Apparel sales may be down significantly from last year, but new data from The NPD Group reveals that retail may be on the rise.
While shoppers understandably tightened their purse strings in the early days of the pandemic, pinching pennies for essential items like food and cleaning supplies, NPD’s numbers show that retail has entered a new phase.
“Apparel was a low priority early in the COVID-19 crisis when consumers were focused on things like groceries and other in-home necessities, but we’re seeing evidence that apparel is once again entering the spending consideration set,” Maria Rugolo, apparel industry analyst at The NPD Group, said.
“Warmer weather is spanning much of the country, allowing consumers to extend their mostly homebound routines to the outdoors, and expanding their apparel needs beyond comfort and above-the-keyboard dressing,” she added.
Though U.S. apparel sales were down 35 percent year over year in the last week of April, that significant decrease represents just half of the impact felt by the sector during the lowest point of the pandemic. With the weather heating up, summer spending is shaping up around seasonal apparel items like shorts and swimwear. These items captured about one-fifth of total spend on clothing—and in fact, beat out sales for this category during the same period last year.
While spending on tailored clothing like suiting and business casual apparel has dropped off since shoppers started working from home, retailers have seen a steady rise in basic apparel categories, like underwear and sleepwear. The category has actually grown year over year, capturing 25 percent of the total apparel market in April compared with 17 percent last year.
Demographically, children’s apparel has seen the softest decline, though still in the double-digits. Clothing sales for kids have captured a higher dollar share of total apparel spend since the beginning of the pandemic, suggesting that while adults are reining in spending on themselves, they still need to outfit their growing families. Though children’s clothing saw weeks of year-over-year declines after the crisis hit, the category reached 2019 spending levels in the last week of April.
“Needs and behaviors will continue to shift with each phase of the country’s reopening and crisis recovery, but it is encouraging to see the consumer demonstrating an interest in adding to their wardrobe,” Rugolo opined. “Tapping into this interest with a focus on needs and an underlying yearning for normalcy will be central to capturing apparel sales along the uncertain road that lies ahead.”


* [Work task]
Within the entries below, every line containing "title" is to be copied.

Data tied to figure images
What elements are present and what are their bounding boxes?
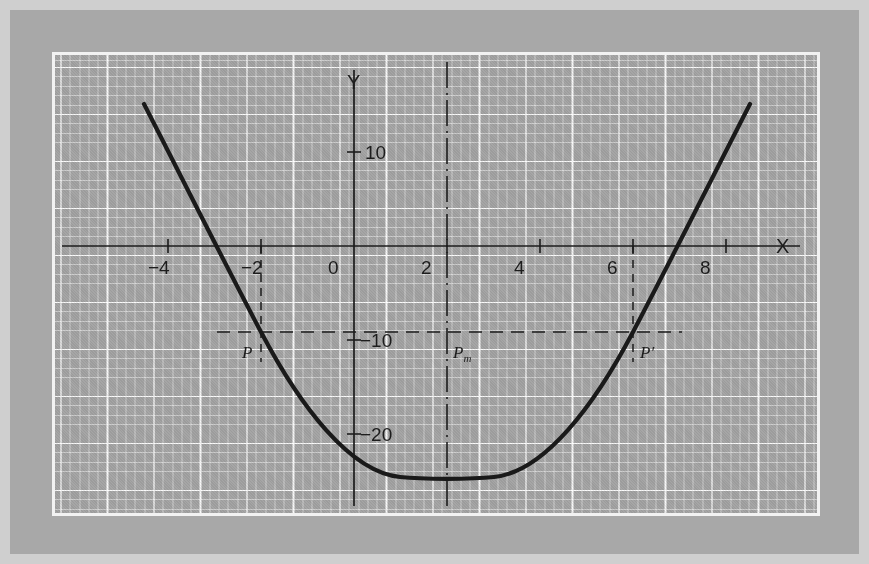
x-tick-label--4: −4	[148, 258, 170, 277]
x-tick-label-4: 4	[514, 258, 525, 277]
y-tick-label--20: −20	[360, 425, 392, 444]
x-tick-label-6: 6	[607, 258, 618, 277]
point-label-Pm-base: P	[453, 343, 463, 362]
figure-panel: −4 −2 0 2 4 6 8 10 −10 −20 Y X P Pm P′	[10, 10, 859, 554]
y-tick-label--10: −10	[360, 331, 392, 350]
x-tick-label-0: 0	[328, 258, 339, 277]
y-tick-label-10: 10	[365, 143, 386, 162]
paper-grain-texture	[55, 55, 817, 513]
graph-paper-plate	[52, 52, 820, 516]
x-tick-label-8: 8	[700, 258, 711, 277]
point-label-P-prime: P′	[640, 344, 654, 361]
point-label-Pm-subscript: m	[463, 352, 471, 364]
y-axis-title: Y	[347, 72, 360, 92]
x-tick-label-2: 2	[421, 258, 432, 277]
point-label-P: P	[242, 344, 252, 361]
x-tick-label--2: −2	[241, 258, 263, 277]
x-axis-title: X	[776, 236, 789, 256]
point-label-Pm: Pm	[453, 344, 471, 364]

* [Solution for this exercise]
y-axis-title: Y	[347, 72, 360, 92]
x-axis-title: X	[776, 236, 789, 256]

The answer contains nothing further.